Exchange 2003 Forms-Based Authentication

Exchange 2003 introduced "forms-based authentication" for OWA, which lets the administrator configure OWA to present an HTML form to the user to type his username and password into instead of using HTTP authentication. This main benefit of this is that it gives the administrator more control over how and when the authentication expires. It's annoying for us though. If forms-based auth is turned on, then HTTP auth just won't work. You have to play the forms game.

If forms-based auth is turned on, then SSL must also be required, and non-https requests will get "403 Forbidden".

GET requests under /exchange will be redirected to /exchweb/bin/auth/owalogon.asp?url=original-url&reason=0. All other HTTP/WebDAV requests will get a "440 Login Timeout". (This is not a real IANA-registered HTTP error code.)

Trying to GET owalogon.asp with "Translate: F" will return "403 Forbidden".

The page returned by owalogon.asp is slightly different for IE and non-IE. Either way it contains a form with at least the following fields:

destination (hidden)

the original URL that redirected us here

flags (hidden)

options bitfield, as described below

username

the username entry

password

the password entry

trusted

whether this is a public or private computer

The "private" value for "trusted" is 4, and we pass that, so that we get the longer credentials timeout time. (24 hours by default). You also have to pass 4 for "flags" to indicate this. (The "1" bit in flags indicate that you want to use the non-IE version of OWA even if you are on IE. We don't pass that option.)

We then POST the form with the user's username and password:

POST /exchweb/bin/auth/owaauth.dll HTTP/1.1
Host: ex2k3.xcs.ximian.com
Content-Type: application/x-www-form-urlencoded
Content-Length: len

destination=https%3A%2F%2Fex2k3.xcs.ximian.com%2Fexchange%2F&flags=0&username=username&password=password&SubmitCreds=Log+On&trusted=4

To which the server responds:

HTTP/1.1 302 Moved Temporarily
Server: Microsoft-IIS/5.0
Date: Thu, 24 Jul 2003 17:23:33 GMT
X-Powered-By: ASP.NET
Location: https://ex2k3.xcs.ximian.com/exchange/
Set-Cookie: sessionid=fbb50caf-381a-4f85-9582-a7a902b4561f,0x409; path=/
Set-Cookie: cadata="2,8JOrhvROIJykiSTShG6Ujrigo+a5XQgEbws7tq3//37QERyFwWDoV7xw6DG+Awlm"; HttpOnly; secure; path=/
Content-Length: 0

("HttpOnly" is a Microsoft extension to the Cookie protocol, which means that the cookie should not be visible to Javascript/VBScript, etc. "secure" means that you should only send it over https, and "path=/" means it's good for any path on this server.)

Now you have to make another request to find out if the cookie is any good. This request (and all further requests) should include the two cookies:

Cookie: sessionid=fbb50caf-381a-4f85-9582-a7a902b4561f,0x409;
        cadata="2,8JOrhvROIJykiSTShG6Ujrigo+a5XQgEbws7tq3//37QERyFwWDoV7xw6DG+Awlm"

If you do an OWA GET (a GET without "Translate: F"), failure will be indicated by a "200 OK" response containing the login form again. If you do any other request, failure is indicated by a "440 Login Timeout" cancelling the cookie:

440 Login Timeout
Set-Cookie: sessionid=; path=/; expires=Thu, 01-Jan-1970 00:00:00 GMT
Set-Cookie: cadata=; path=/; expires=Thu, 01-Jan-1970 00:00:00 GMT
Connection: close

Eventually, when the cookie does expire, you will get a "440 Login Timeout" as above, and have to reauthenticate to get a new cookie.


Task:
Print the lines that run from the line with "The width and height of the screenshot is (1222, 535)." to the line with "This screenshot has height=441, width=868.", keeping both end lines, exactly as they appear in the entries below, and nothing else.

Source data:
- - - -

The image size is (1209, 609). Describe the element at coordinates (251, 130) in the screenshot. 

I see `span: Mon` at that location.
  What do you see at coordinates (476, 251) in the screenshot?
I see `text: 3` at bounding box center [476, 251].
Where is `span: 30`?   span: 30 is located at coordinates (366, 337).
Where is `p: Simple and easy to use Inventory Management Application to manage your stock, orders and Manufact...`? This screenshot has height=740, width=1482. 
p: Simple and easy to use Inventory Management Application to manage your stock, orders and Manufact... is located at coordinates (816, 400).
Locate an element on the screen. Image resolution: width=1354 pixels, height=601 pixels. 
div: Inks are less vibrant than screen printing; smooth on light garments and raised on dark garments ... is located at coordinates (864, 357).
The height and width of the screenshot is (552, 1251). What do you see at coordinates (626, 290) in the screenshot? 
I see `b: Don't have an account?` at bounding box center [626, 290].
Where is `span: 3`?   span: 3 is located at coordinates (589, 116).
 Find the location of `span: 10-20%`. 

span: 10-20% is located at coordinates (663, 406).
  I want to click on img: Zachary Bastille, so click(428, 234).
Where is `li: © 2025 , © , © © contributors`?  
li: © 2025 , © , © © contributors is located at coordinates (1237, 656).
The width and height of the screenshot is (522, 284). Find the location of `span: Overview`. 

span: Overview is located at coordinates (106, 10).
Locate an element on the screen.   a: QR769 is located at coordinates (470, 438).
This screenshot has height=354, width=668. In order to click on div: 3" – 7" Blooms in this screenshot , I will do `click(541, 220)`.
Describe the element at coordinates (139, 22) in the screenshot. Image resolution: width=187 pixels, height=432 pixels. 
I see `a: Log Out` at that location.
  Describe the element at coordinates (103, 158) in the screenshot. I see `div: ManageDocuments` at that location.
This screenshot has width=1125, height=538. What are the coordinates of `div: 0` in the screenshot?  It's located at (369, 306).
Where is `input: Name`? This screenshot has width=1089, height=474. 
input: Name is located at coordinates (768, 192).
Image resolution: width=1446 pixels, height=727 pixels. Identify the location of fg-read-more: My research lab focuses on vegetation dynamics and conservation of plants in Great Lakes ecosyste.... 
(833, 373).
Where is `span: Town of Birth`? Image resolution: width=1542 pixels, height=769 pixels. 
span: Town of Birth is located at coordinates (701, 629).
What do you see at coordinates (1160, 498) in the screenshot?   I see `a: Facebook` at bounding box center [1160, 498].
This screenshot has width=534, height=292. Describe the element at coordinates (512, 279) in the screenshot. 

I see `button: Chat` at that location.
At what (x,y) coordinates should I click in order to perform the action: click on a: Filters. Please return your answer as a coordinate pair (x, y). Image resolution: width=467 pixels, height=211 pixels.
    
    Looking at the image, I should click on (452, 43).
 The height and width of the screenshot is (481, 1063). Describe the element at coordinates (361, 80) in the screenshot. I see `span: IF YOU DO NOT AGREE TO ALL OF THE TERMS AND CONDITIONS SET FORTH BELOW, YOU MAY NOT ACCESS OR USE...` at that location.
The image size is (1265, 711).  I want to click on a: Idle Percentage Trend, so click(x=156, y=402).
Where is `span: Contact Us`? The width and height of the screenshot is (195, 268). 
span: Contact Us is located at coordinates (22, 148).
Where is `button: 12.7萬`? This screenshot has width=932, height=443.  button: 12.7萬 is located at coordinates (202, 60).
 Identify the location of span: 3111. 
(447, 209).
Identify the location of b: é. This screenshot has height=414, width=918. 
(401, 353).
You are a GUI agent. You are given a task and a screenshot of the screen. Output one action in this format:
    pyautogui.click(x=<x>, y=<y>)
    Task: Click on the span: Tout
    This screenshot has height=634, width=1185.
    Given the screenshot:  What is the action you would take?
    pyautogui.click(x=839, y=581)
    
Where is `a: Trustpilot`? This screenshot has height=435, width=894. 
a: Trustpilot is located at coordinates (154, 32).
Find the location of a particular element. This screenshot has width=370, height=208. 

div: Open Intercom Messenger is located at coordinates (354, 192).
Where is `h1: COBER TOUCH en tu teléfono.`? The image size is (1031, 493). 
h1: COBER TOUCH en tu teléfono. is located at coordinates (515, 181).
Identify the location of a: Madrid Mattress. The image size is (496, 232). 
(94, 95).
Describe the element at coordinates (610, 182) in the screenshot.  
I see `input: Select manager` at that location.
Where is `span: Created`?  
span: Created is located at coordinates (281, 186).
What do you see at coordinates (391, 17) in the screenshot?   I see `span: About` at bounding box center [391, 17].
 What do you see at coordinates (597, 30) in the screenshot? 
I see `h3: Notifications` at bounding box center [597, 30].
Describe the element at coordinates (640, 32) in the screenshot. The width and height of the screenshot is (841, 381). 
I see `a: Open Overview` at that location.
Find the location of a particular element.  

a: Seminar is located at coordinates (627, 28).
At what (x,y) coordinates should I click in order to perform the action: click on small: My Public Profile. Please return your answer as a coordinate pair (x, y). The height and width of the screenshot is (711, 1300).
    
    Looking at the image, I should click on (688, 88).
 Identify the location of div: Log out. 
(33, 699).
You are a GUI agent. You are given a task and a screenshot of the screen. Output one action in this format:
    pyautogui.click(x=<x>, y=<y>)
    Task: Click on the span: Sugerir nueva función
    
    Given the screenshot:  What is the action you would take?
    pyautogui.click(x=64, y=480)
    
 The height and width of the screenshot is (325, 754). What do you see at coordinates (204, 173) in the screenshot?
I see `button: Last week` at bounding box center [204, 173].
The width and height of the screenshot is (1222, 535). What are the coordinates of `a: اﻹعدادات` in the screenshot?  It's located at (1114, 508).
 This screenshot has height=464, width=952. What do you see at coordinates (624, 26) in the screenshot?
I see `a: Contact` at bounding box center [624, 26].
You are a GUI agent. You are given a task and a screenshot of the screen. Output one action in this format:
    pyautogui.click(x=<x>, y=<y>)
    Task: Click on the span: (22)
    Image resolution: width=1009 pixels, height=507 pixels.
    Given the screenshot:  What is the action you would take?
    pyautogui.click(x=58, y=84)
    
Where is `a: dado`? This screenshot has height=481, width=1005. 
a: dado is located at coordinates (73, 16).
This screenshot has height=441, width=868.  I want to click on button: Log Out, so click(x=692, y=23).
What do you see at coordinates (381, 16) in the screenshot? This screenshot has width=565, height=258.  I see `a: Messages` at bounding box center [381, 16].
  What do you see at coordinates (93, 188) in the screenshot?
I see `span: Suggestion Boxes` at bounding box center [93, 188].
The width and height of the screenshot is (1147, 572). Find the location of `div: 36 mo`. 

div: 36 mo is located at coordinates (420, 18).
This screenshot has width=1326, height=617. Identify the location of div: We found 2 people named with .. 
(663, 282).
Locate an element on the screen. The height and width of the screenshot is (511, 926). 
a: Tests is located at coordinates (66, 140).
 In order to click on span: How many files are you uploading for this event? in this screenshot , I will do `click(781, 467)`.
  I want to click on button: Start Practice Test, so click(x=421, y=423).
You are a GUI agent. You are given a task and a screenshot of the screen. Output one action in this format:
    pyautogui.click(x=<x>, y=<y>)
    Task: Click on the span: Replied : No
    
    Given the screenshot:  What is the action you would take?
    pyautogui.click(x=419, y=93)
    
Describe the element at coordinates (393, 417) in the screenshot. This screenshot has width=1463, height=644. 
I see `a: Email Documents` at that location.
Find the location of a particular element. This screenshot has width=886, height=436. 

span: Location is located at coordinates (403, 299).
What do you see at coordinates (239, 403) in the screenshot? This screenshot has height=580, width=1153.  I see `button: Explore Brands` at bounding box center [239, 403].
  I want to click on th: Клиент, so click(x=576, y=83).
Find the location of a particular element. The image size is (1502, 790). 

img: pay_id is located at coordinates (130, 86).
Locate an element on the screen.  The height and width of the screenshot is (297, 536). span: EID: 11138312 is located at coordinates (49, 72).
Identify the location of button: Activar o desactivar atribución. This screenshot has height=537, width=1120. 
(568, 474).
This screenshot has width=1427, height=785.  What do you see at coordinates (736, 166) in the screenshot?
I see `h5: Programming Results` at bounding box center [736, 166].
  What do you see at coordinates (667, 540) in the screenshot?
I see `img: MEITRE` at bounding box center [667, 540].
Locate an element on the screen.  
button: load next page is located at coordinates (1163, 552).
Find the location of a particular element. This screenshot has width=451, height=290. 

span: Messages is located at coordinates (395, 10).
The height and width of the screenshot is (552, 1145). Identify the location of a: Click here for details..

- - - -

Result:
The width and height of the screenshot is (1222, 535). What are the coordinates of `a: اﻹعدادات` in the screenshot?  It's located at (1114, 508).
 This screenshot has height=464, width=952. What do you see at coordinates (624, 26) in the screenshot?
I see `a: Contact` at bounding box center [624, 26].
You are a GUI agent. You are given a task and a screenshot of the screen. Output one action in this format:
    pyautogui.click(x=<x>, y=<y>)
    Task: Click on the span: (22)
    Image resolution: width=1009 pixels, height=507 pixels.
    Given the screenshot:  What is the action you would take?
    pyautogui.click(x=58, y=84)
    
Where is `a: dado`? This screenshot has height=481, width=1005. 
a: dado is located at coordinates (73, 16).
This screenshot has height=441, width=868.  I want to click on button: Log Out, so click(x=692, y=23).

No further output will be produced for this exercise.